While it mostly goes unnoticed or unknown, the Washington Post carries a banner beneath its masthead. Right under the name of the 146-year-old publication is its mission statement/value statement/tagline: “Democracy Dies in Darkness.”
So, when I read the latest headline, I was instantly attracted to what has become as controversial as it is convincing.
Opinion: Men are lost! Here’s a map out of the wilderness! Dayyum!! Christina Emba, already famous for a thought-provoking read of America’S current culture, “Rethinking Sex: A Provocation,” started quickly from the gate.
“I started noticing it a few years ago. Men, especially young men, were getting weird. It might have been the “incels” who first caught my attention, spewing self-pitying venom online, sometimes venturing out to attack the women they believed had done them wrong.
It might have been the complaints from the women around me. “Men are in their flop era,” one lamented, sick of trying to date in a pool that seemed shallower than it should be. It might have been the new ways companies were trying to reach men.
Once my curiosity was piqued, I could see a bit of curdling in some of the men around me, too.
They struggled to relate to women. They didn’t have enough friends. They lacked long-term goals. Some guys — including ones I once knew — just quietly disappeared, subsumed into video games and porn, or sucked into the altright and the web of misogynistic communities known as the “manosphere.”
Before I go further into the article, let me clarify a few questions you are undoubtedly entertaining. Emba writes far above the sixth-grade level and galaxies above the cultural knowledge of the average Baby Boomer.
After admitting that she began to find young men weird a few years ago, she mentions a group of them that are not readily familiar to most.
“Incels” are self-identifying members of an online subculture based around the inability to find a romantic or sexual partner despite desiring one, a state they describe as “seldom” or “celibacy.”
Yeah, that is a real thing. And before venturing deeper, imagine how brutal and ballistic every previous generation of men would be if they lacked intimate relationships and sex. Research infers that most serial/mass killers since the 1960’s had problems wooing women and retaining relationships.
Hell. If you listen to the scope of popular music from 1940-1990, you will rightly conclude that every hit was about looking for love, newfound love, lost love, sex, sexiness, and, in the words of Marvin Gaye, “sexual healing.”
“OOOh, when I get that feeling, I need sexual healing! It’s good for me!”
So, when our young men get that “feeling” these days, how do they “flesh it out?” Have we traded the pulsating strobe lights that attracted men and women to discotheques for a red dot suitable for mass murders?
In the Black community alone, the concept of “rapping” has evolved in meaning. Rapping once meant dialoguing with friends. But if you were a man who had no “rap” in the 1970s, you couldn’t get a phone number, a girl, or a date.
A one-hit wonder by a group called the “Brighter Side of Darkness” in 1973, struck paydirt with a 45 rpm single, “Love Jones.”
“What happening, baby? Did you miss me over the weekend?
If you did, then I’m sorry, but now that I’m here, I don’t wanna bore you with an irrelevant conversation. But you see, darling, it’s about time for me to get real serious about you because if someone was to rip me off you, I couldn’t account for my actions after all. But you see, I not only want you, baby, I need you. And the need is so strong; it’s almost like that of a junkie. In other words, baby, I just got to have you!”
Emba makes the assertion the lack of love, intimacy, and sex among young men is leading us to a dark wilderness. The “Brighter Side of Darkness” explains what a Love Jones is and how it can be presented in a manner that can get you laid (bare).
This writer intends to draw you to the op-ed written by Emba and published in the Washington Post. The publication’s mission is to defend democracy by defeating darkness. I got a Love Jones for all three. Its darkness of love!
Vincent L. Hall is an author, activist, and an award-winning columnist.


Copy nothing but the lines from the line with "is (1546, 767)." to the end of the records, retyped exactly. Pictures stay out.

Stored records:
# # #

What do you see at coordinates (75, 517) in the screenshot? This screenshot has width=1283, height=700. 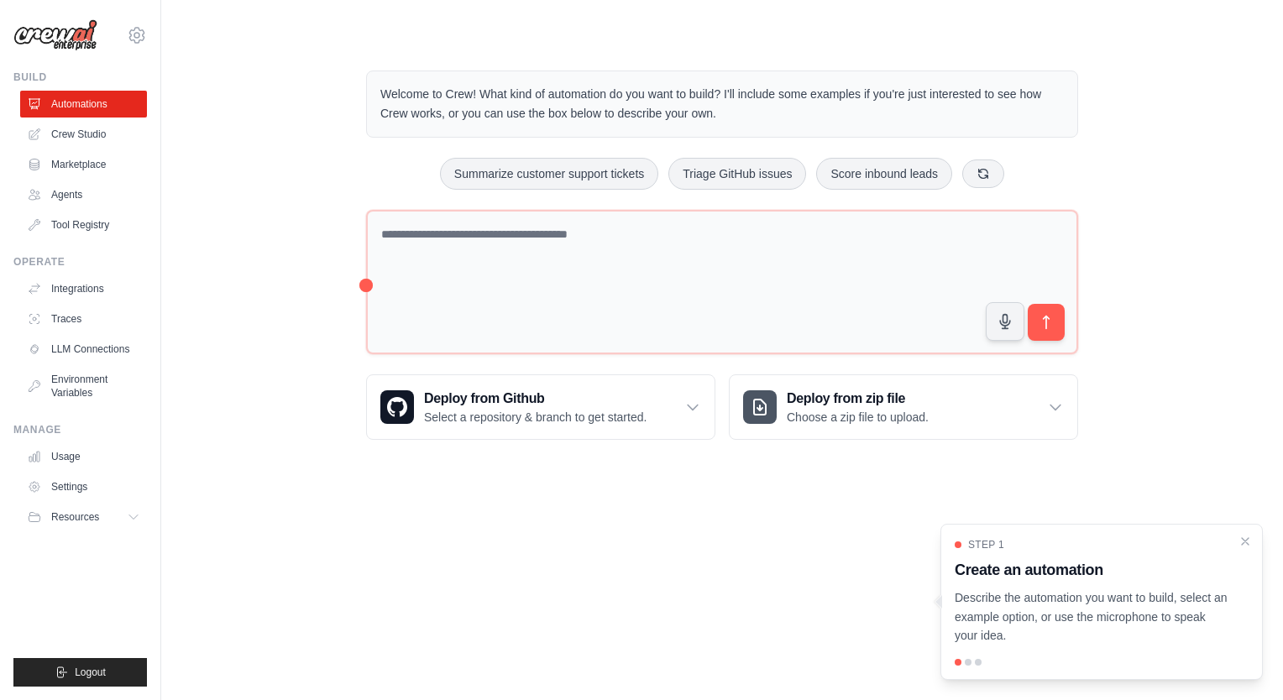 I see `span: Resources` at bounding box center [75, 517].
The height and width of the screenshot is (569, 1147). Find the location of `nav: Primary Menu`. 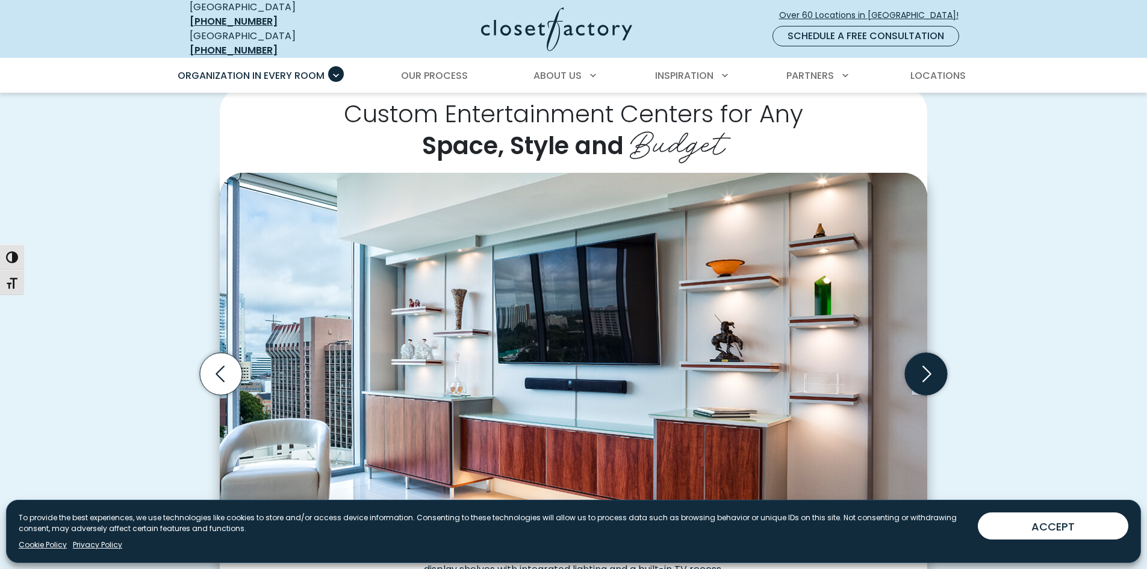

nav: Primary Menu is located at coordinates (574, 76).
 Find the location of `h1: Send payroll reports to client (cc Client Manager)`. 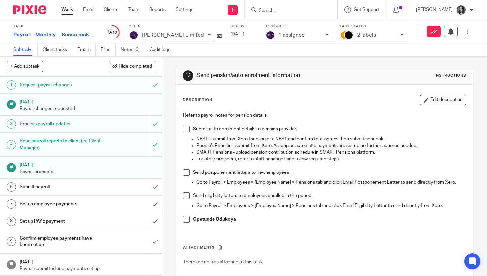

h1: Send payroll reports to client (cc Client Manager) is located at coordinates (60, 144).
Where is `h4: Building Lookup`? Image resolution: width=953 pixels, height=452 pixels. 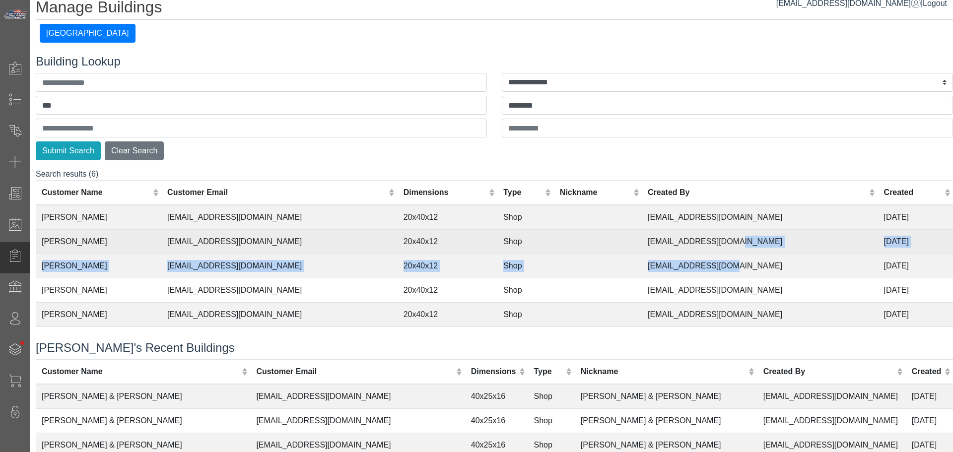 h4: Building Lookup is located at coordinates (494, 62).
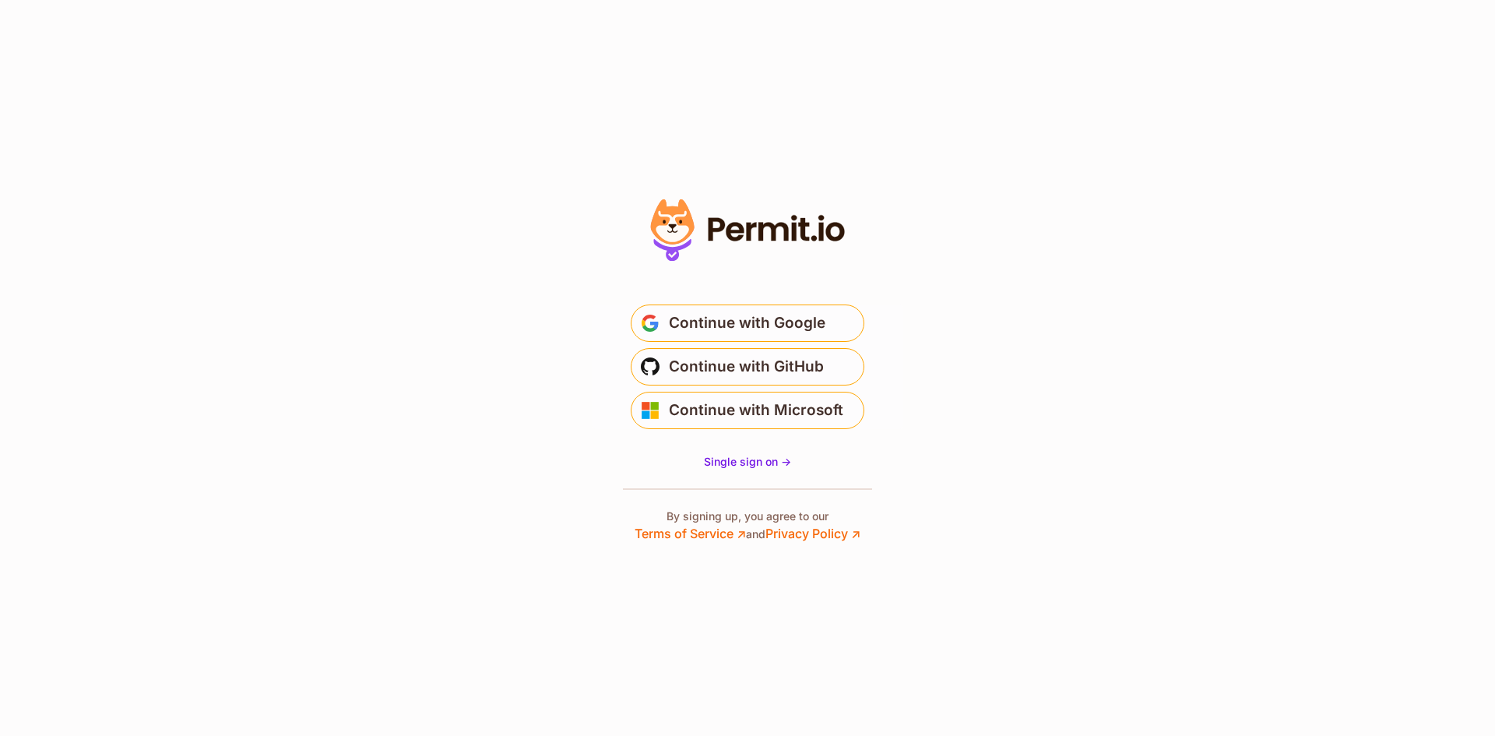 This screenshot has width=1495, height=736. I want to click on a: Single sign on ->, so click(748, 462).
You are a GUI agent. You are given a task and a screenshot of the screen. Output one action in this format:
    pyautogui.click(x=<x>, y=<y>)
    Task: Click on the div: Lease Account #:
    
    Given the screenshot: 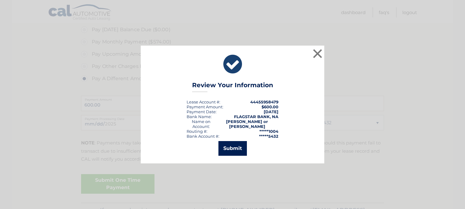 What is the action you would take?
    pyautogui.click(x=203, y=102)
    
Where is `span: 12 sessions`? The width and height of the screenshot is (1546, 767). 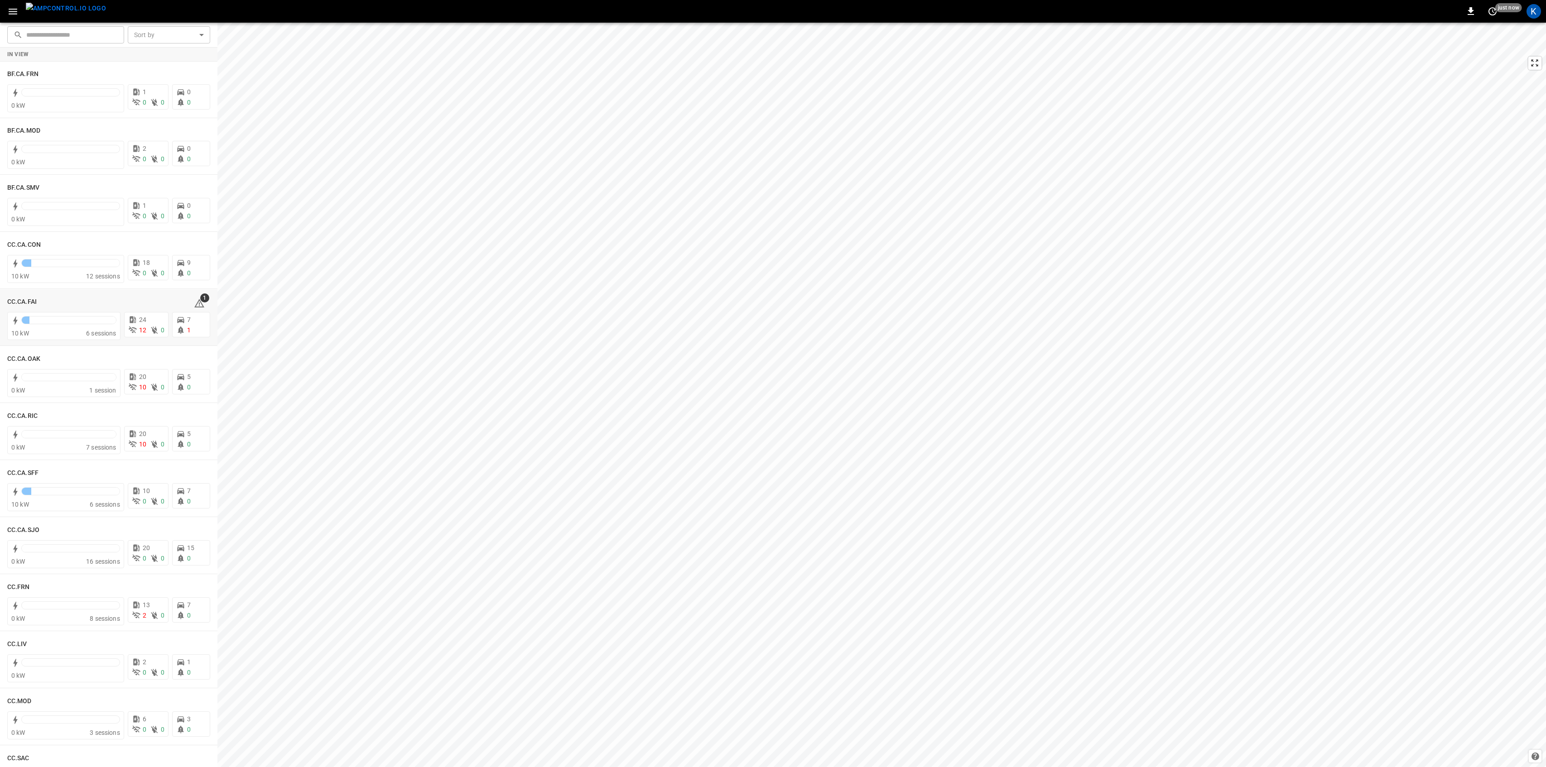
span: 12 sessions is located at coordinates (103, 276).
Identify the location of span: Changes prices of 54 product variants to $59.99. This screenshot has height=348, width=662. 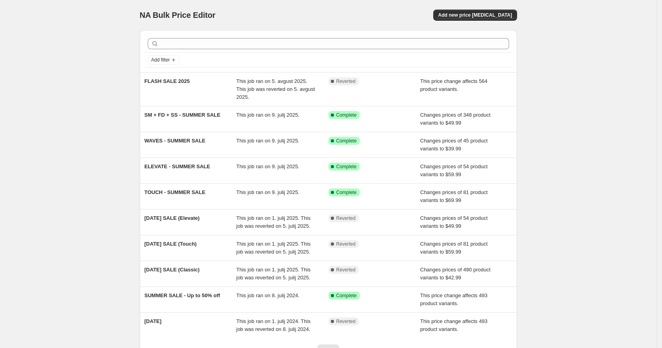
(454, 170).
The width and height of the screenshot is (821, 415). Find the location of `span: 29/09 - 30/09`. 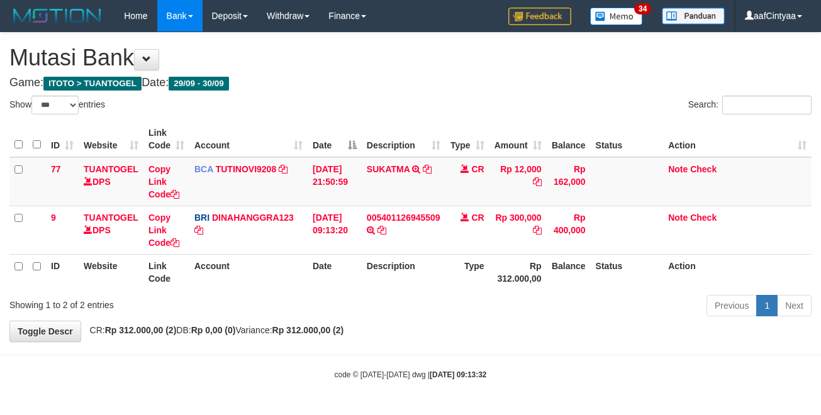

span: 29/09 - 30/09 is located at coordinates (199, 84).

# # #

[REPLY TO THE EXERCISE]:
Where is `span: 12 sessions`? The width and height of the screenshot is (1546, 767). 
span: 12 sessions is located at coordinates (103, 276).
Identify the location of span: Changes prices of 54 product variants to $59.99. This screenshot has height=348, width=662. 
(454, 170).
The width and height of the screenshot is (821, 415). Find the location of `span: 29/09 - 30/09`. 

span: 29/09 - 30/09 is located at coordinates (199, 84).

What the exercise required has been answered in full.